Not in-store but you can order this
How long will it take?

QTY:

English
Norton
01 May 2019
They were best friends. They were collaborators, literary gadflies, and champions of the common people. They were the leading lights of the Harlem Renaissance. Zora Neale Hurston, the author of Their Eyes Were Watching God, and Langston Hughes, the author of “The Negro Speaks of Rivers” and “Let America Be America Again,” first met in 1925, at a great gathering of black and white literati, and they fascinated each other. They traveled together in Hurston's dilapidated car through the rural South collecting folklore, worked on the play Mule Bone, and wrote scores of loving letters. They even had the same patron: Charlotte Osgood Mason, a wealthy white woman who insisted on being called “Godmother.”

Paying them lavishly while trying to control their work, Mason may have been the spark for their bitter and passionate falling-out. Was the split inevitable when Hughes decided to be financially independent of his patron? Was Hurston jealous of the young woman employed as their typist? Or was the rupture over the authorship of Mule Bone? Yuval Taylor answers these questions while illuminating Hurston's and Hughes's lives, work, competitiveness, and ambition, uncovering little-known details.

By:  
Imprint:   Norton
Country of Publication:   United States
Dimensions:   Height: 244mm,  Width: 163mm,  Spine: 30mm
Weight:   552g
ISBN:   9780393243918
ISBN 10:   0393243915
Pages:   304
Publication Date:  
Audience:   General/trade ,  ELT Advanced
Format:   Hardback
Publisher's Status:   Active

Yuval Taylor, senior editor at Chicago Review Press, is the author of Zora and Langston: A Story of Friendship and Betrayal and coauthor of Darkest America: Black Minstrelsy from Slavery to Hip-Hop and Faking It: The Quest for Authenticity in Popular Music. He has edited three volumes of African American slave narratives, and his writings have appeared in The Antioch Review, The Guardian, and other publications. He lives in Chicago.

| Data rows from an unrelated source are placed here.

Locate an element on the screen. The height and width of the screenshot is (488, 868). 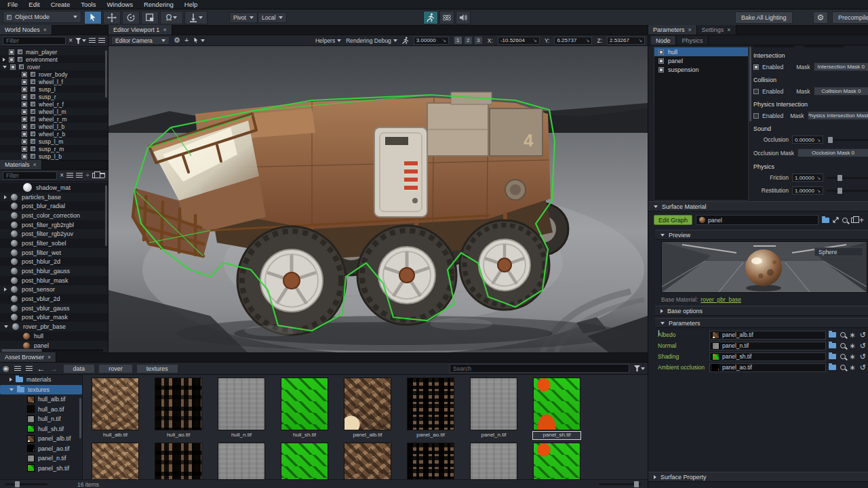
precompile-shaders-button: Precompile All Shaders is located at coordinates (850, 18).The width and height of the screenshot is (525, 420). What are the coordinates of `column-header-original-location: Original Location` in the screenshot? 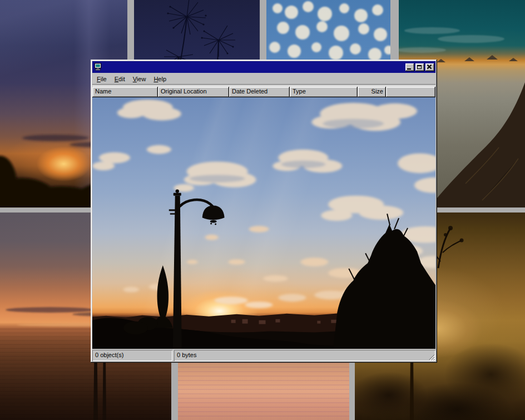 It's located at (194, 92).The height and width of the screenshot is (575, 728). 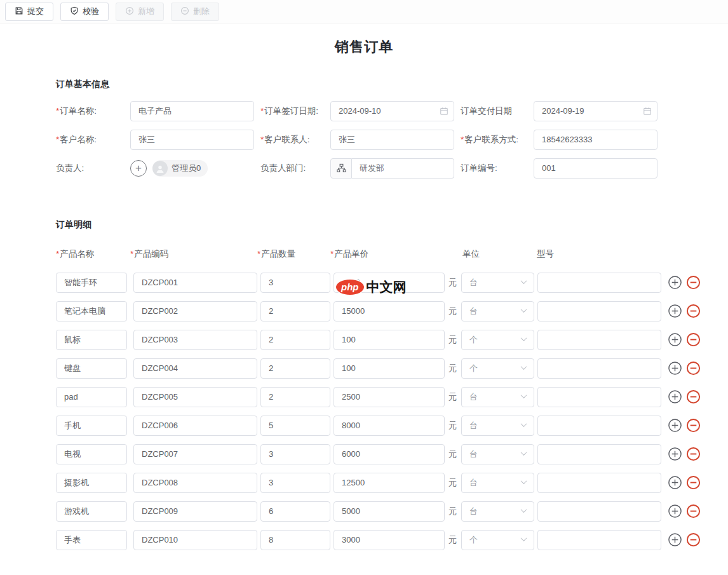 I want to click on col-product-name: *产品名称, so click(x=93, y=254).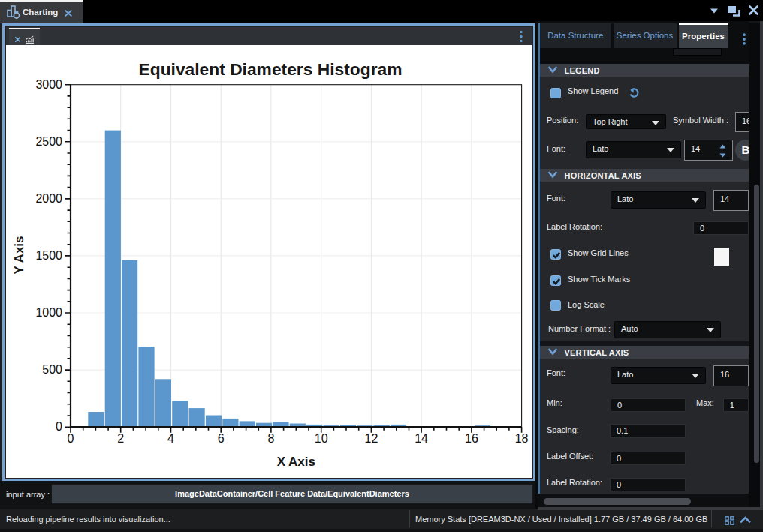 Image resolution: width=763 pixels, height=532 pixels. What do you see at coordinates (171, 438) in the screenshot?
I see `svg-text: 4` at bounding box center [171, 438].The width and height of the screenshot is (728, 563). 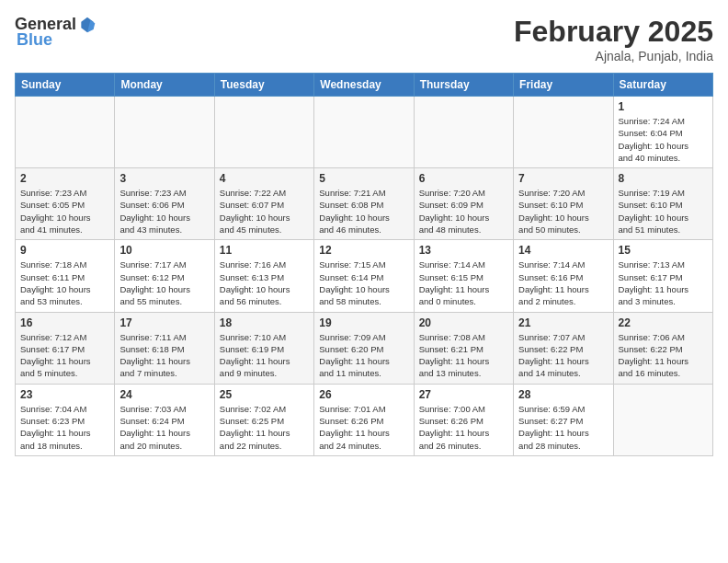 I want to click on day-number: 3, so click(x=164, y=178).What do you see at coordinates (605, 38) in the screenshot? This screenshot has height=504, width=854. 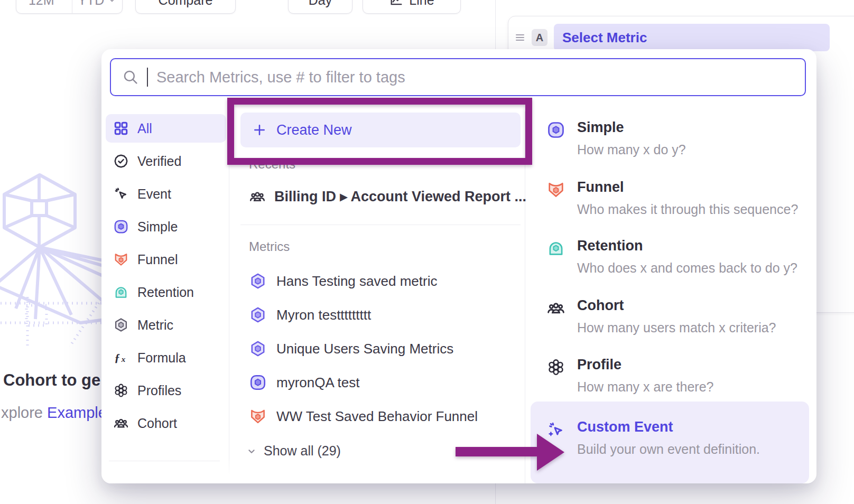 I see `select-metric-label: Select Metric` at bounding box center [605, 38].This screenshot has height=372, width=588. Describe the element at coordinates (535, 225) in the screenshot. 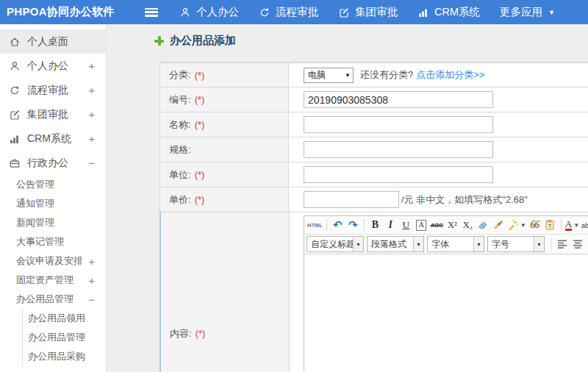

I see `blockquote-button: 66` at that location.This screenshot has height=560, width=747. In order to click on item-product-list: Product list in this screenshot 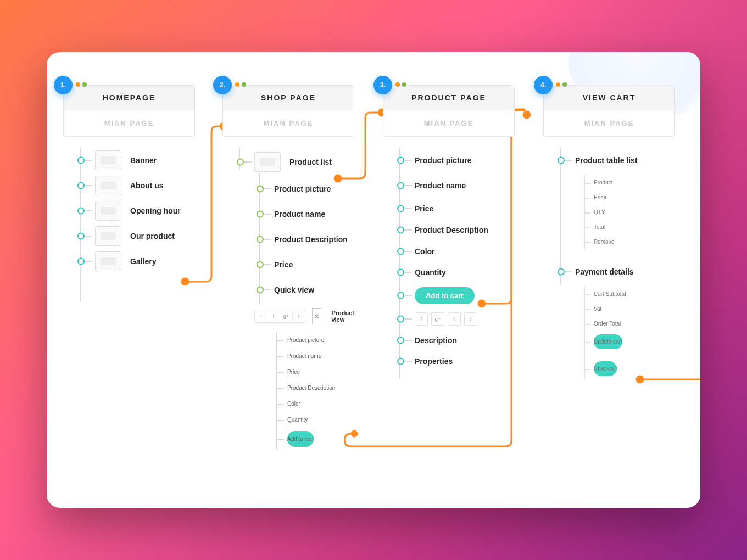, I will do `click(288, 162)`.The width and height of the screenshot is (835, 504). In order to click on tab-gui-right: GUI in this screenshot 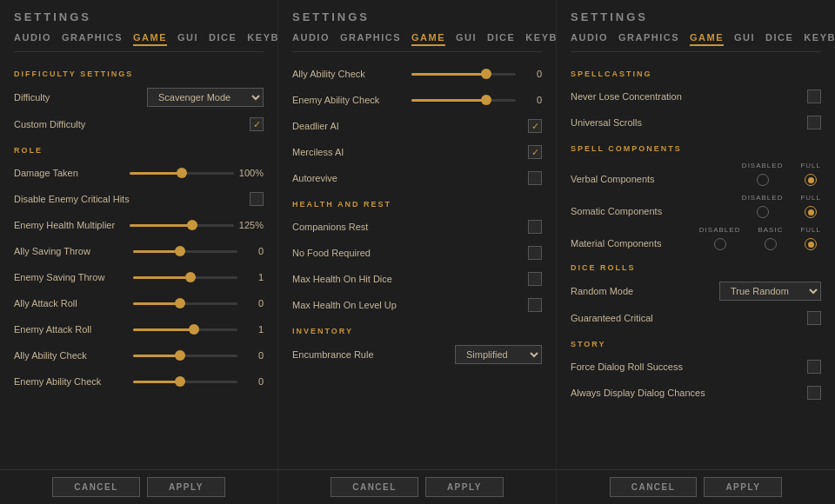, I will do `click(745, 38)`. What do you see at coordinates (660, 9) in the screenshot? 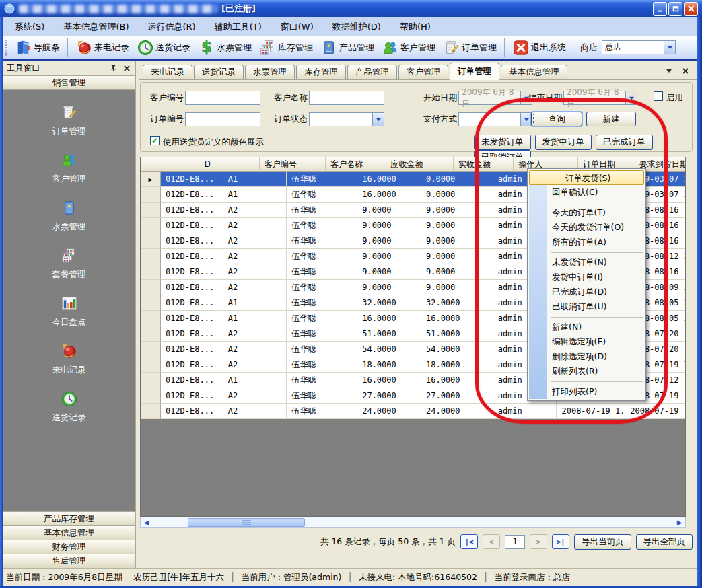
I see `minimize-button` at bounding box center [660, 9].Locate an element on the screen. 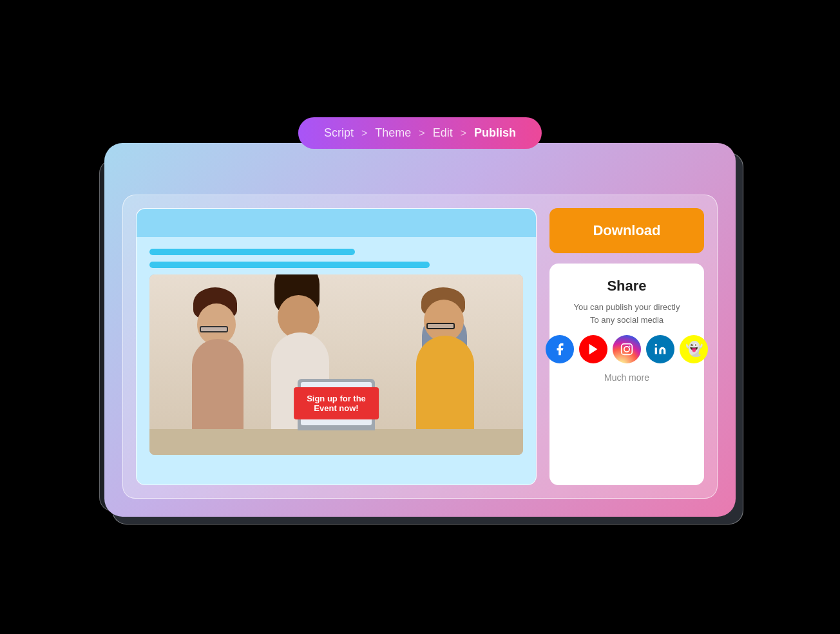 Image resolution: width=840 pixels, height=634 pixels. breadcrumb-script: Script is located at coordinates (339, 133).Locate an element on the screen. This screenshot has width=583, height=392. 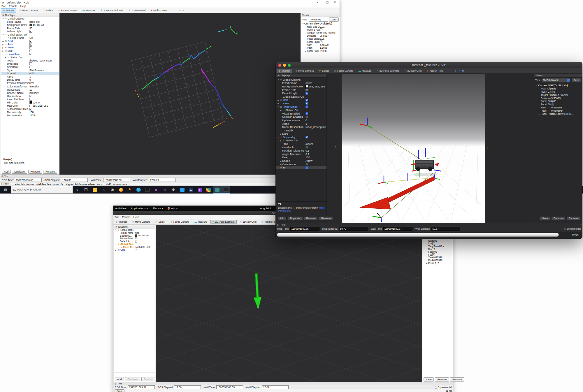
tree-row: Position TransformerXYZ is located at coordinates (30, 83).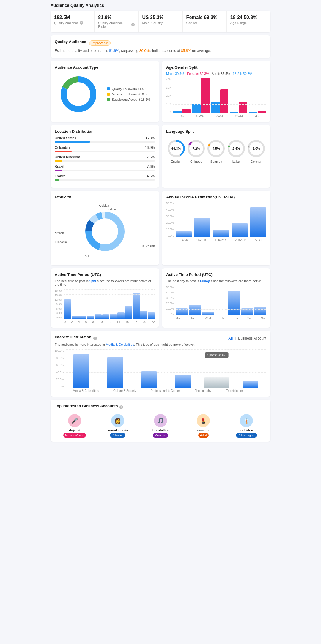  What do you see at coordinates (240, 230) in the screenshot?
I see `income-bar-25k-fill` at bounding box center [240, 230].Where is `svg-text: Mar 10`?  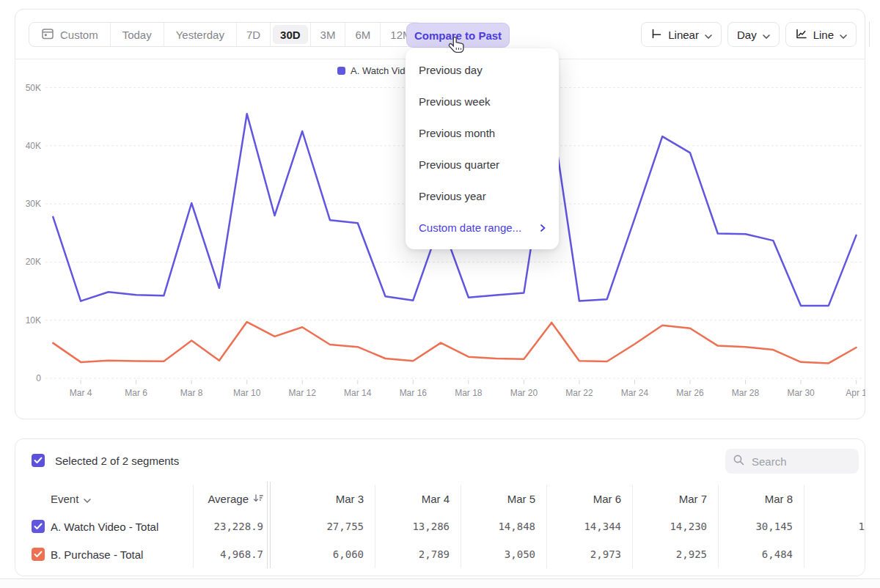
svg-text: Mar 10 is located at coordinates (247, 393).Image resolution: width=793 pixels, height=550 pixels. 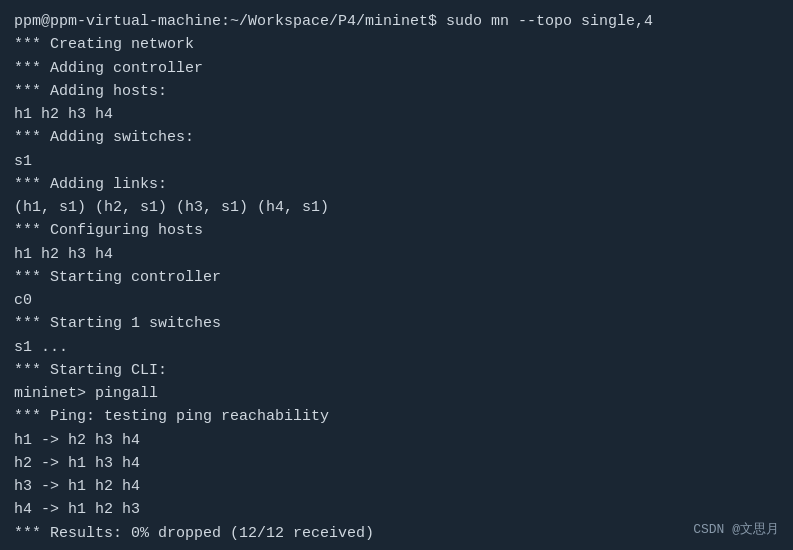 I want to click on terminal-line: *** Configuring hosts, so click(x=396, y=230).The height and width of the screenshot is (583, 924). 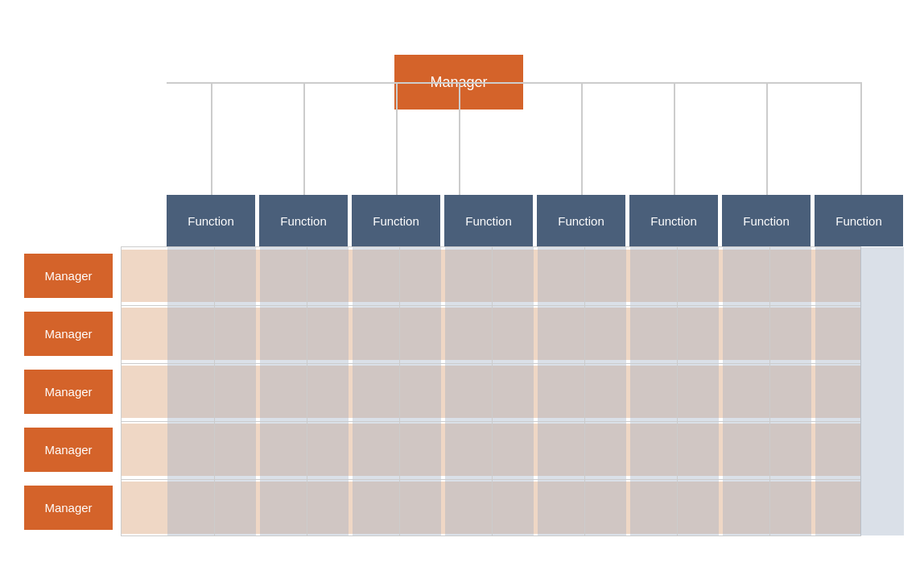 What do you see at coordinates (303, 221) in the screenshot?
I see `function-label-1: Function` at bounding box center [303, 221].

Reviews for Zora and Langston: A Story of Friendship and Betrayal

Taylor examines here perhaps the single most controversial set of personal and professional relationships in African American literature, centered in the iconic duo of Hughes and Hurston but including other unforgettable figures, white as well as black. Digging vigorously in sources new and known, he reconstructs this drama in clear, lively, and elegant if sometimes unsparing prose. This is a dazzling book, easy to read but richly rewarding.--Arnold Rampersad, author of The Life of Langston Hughes (2 vols.) The extraordinary friendship between Zora Neale Hurston and Langston Hughes produced one of the richest collaborations in American literature, though much of what they created never found its way to the public. Yuval Taylor digs deeply into the existing scholarship on both writers--and their times--to explore this unusual intimacy and the tragedy of its collapse. The story of their friendship returns us to the brilliant work of these writers. And it reminds us of all we have lost since these two American geniuses were forced to let each other go.--Carla Kaplan, author of Zora Neale Hurston: A Life in Letters and Miss Anne in Harlem Highly readable and informative...Taylor paints a sympathetic but realistic portrait of these two complicated artists and convincingly shows that, together, they changed the course of African-American literature. Taylor creates a perceptive portrait of the bizarre patron and of the Hurston-Hughes friendship. A fresh look at two important writers of the 1920s. Taylor's new book provides details never before revealed of how both left indelible marks on American literature and each other.--Joanna Poncavage Taylor has created an intimate portrait of two luminaries of American literature against a backdrop of the cultural, political, and economic forces that influenced them.